Plaques made from old spinning reels, dedicated to ‘forgotten’ female millworkers, are part of a major exhibition at Salts Mill, Saltaire, featuring artists from around the world exploring the relationship between cloth and memory.

The exhibition explores how our earliest memories resonate with fabric, from the touch of a blanket to a particular print reminding us of childhood.

“In the fabric we wear close to our skin, or touch in daily life, we leave a memory or a trace of ourselves behind,” said curator Lesley Millar.

Called Cloth and Memory, the exhibition features more than 20 artists using photography, archive material, new technologies, found objects, poetry and performance, and is in the original Spinning Room, once said to be the largest industrial room in the world.

Using the 1891 Census, artist Caren Garfen has embroidered white plaques onto vintage wooden reels. Each plaque commemorates the ‘unnoticed women’ who worked at the mill, and tells something of their life.

Local artist Reece Clements was inspired by his great-grandmother and great-great grandmother who worked in spinning at Salts Mill.

Other artists recorded interviews with former millworkers and used archive photographs from Bradford Industrial Museum of millworkers in Saltaire and mill-owners at Bradford’s Wool Exchange.
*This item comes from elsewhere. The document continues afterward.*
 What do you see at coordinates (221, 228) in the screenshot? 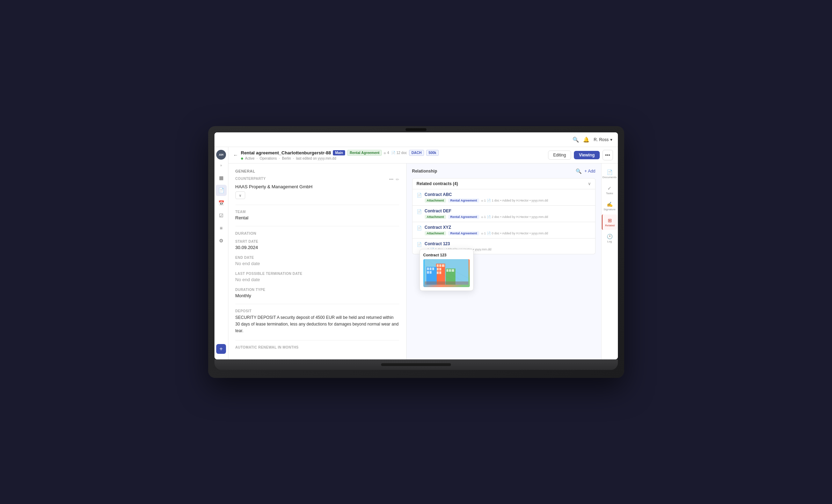
I see `sidebar-item-list: ≡` at bounding box center [221, 228].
Organisers are appealing for people to donate old mirrors for an installation by Japanese artist Yoriko Yoneyama comprising 30 mirrors and a web of cooked rice gently pressed on fine cotton thread. The artist is seeking 30 old mirrors, of any size or period, which will be returned at the end of the exhibition.

Cloth and Memory, running from August 18 to November 3, is supported by organisations including the University for the Creative Arts, which provides a platform for contemporary craft, Arts Council England and Salts Mill.